Computing Community Consortium Blog

The goal of the Computing Community Consortium (CCC) is to catalyze the computing research community to debate longer range, more audacious research challenges; to build consensus around research visions; to evolve the most promising visions toward clearly defined initiatives; and to work with the funding organizations to move challenges and visions toward funding initiatives.
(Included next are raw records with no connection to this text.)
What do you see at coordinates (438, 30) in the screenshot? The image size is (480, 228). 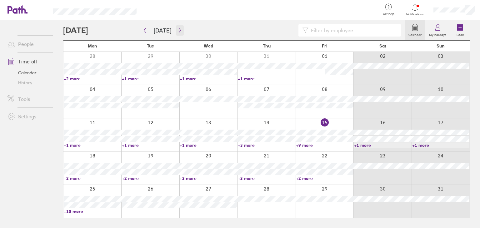 I see `a: My holidays` at bounding box center [438, 30].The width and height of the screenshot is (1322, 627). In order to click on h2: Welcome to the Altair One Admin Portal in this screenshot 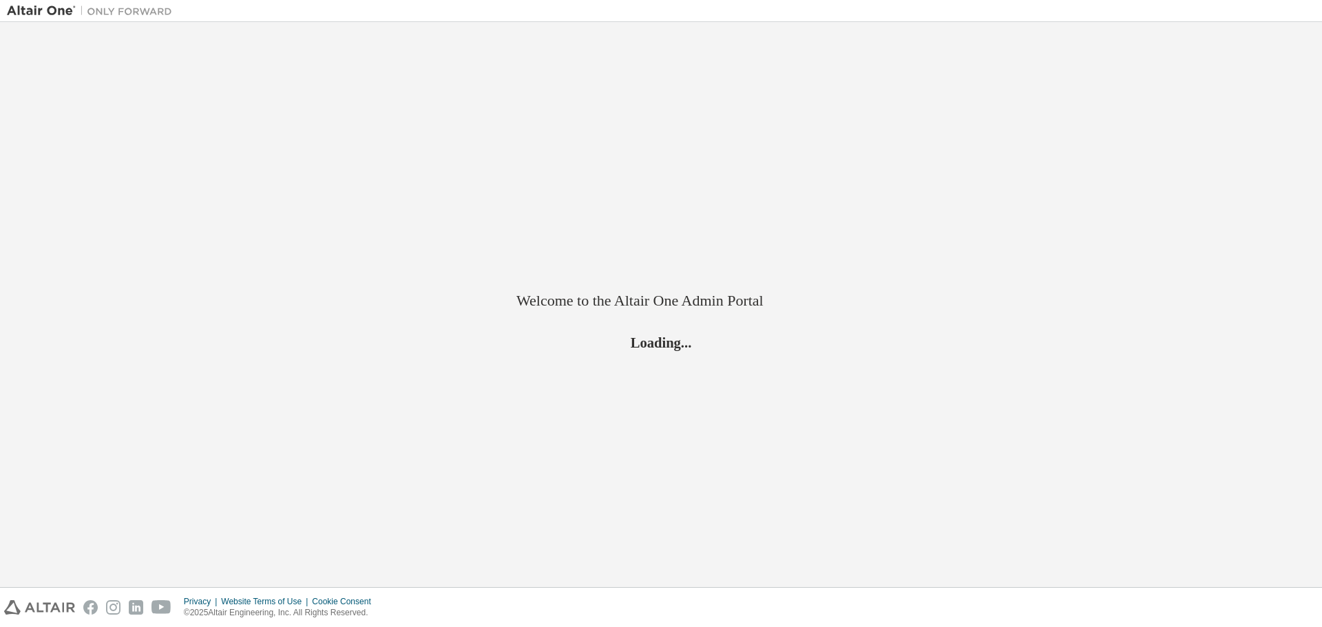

The purpose of this blog is to provide a more immediate, online mechanism for dissemination of visioning concepts and community discussion/debate about them.


One-on-One With 2011 Turing Award Winner Judea Pearl

May 9th, 2012 / in awards, resources / by Erwin Gianchandani

Judea Pearl, UCLA [image courtesy ACM]As part of a continuing series of interviews with thought leaders in computing, our friends at the Association for Computing Machinery (ACM) have published a podcast this week featuring 2011 ACM A.M. Turing Award winner Judea Pearl:

The interview reveals the fascinating role of philosophy and empirical science in Pearl’s work, which encompasses probability, causality, and counterfactual thinking. Pearl discusses the influence of education on his success and the challenges of educating future generations. He also illuminates his interests in cognitive science, computation, and physics as well as his work at RCA Research Laboratories, and the transition into academia.

 

[The interview also explores] how Judea’s attempt to filter out uncertainty and noisy data has profound implications for a variety of applications. Among them are machine reasoning, natural language processing, computer vision, robotics, computational biology, econometrics, cognitive science, statistics, philosophy, psychology, epidemiology and social science.

Check it out after the jump…

…and read an edited transcript of the interview here.